US requires only the serialized part of a firearm treated as guns. For the AR-15, which is like PC/AT of guns, it's a nearly cosmetic part of it, sort of a motherboard backplate. Or like, a collar for a dog rather than the heart of a dog. As such, that part reportedly can be printed and used to shoot live rounds fine. Most other guns apart for AR-15 don't even matter, like how an E-ATX motherboard with dual PowerPC hardly matter in any talks concerning a PC - if you'd be wondering what about Raspberry Pi, that would be SIG P320 or something like that.
In most place of the world, including where I am, pressure bearing parts such as the barrel, the bolt that locks onto the end of the barrel to seal it as it fires, the firing pin that ignites the cartridge, the live cartridge containing gunpowder, etc etc, rather than the part that merely carries its nameplate, are controlled. It is illegal in such places to buy or possess functionally relevant parts of a gun, at least without a license, and/or prior approvals. This is more like buying a CPU or motherboards would be controlled rather than cases and faceplates. In some places, what is considered a gun in US hardly qualify as such, even almost slipping through customs(allegedly).
You guys gotta fix that broken classification before trying to offload onus onto the global 3D printing community. Or drop it altogether.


§ **WORK TO COMPLETE**
Every record below is to be retyped exactly.

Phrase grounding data
##########

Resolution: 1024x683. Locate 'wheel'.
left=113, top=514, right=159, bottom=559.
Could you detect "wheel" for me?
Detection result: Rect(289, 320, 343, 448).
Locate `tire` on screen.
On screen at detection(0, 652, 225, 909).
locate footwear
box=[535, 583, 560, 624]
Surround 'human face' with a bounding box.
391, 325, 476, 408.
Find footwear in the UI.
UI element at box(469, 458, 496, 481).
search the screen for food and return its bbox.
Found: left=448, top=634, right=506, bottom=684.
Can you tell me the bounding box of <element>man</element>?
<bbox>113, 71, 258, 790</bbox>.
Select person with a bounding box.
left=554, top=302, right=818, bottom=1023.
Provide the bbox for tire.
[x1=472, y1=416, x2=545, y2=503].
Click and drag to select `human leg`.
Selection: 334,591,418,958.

##########

§ **RESULT**
Resolution: 1024x683. Locate 'wheel'.
left=113, top=514, right=159, bottom=559.
Could you detect "wheel" for me?
Detection result: Rect(289, 320, 343, 448).
Locate `tire` on screen.
On screen at detection(0, 652, 225, 909).
locate footwear
box=[535, 583, 560, 624]
Surround 'human face' with a bounding box.
391, 325, 476, 408.
Find footwear in the UI.
UI element at box(469, 458, 496, 481).
search the screen for food and return its bbox.
Found: left=448, top=634, right=506, bottom=684.
Can you tell me the bounding box of <element>man</element>?
<bbox>113, 71, 258, 790</bbox>.
Select person with a bounding box.
left=554, top=302, right=818, bottom=1023.
Provide the bbox for tire.
[x1=472, y1=416, x2=545, y2=503].
Click and drag to select `human leg`.
Selection: 334,591,418,958.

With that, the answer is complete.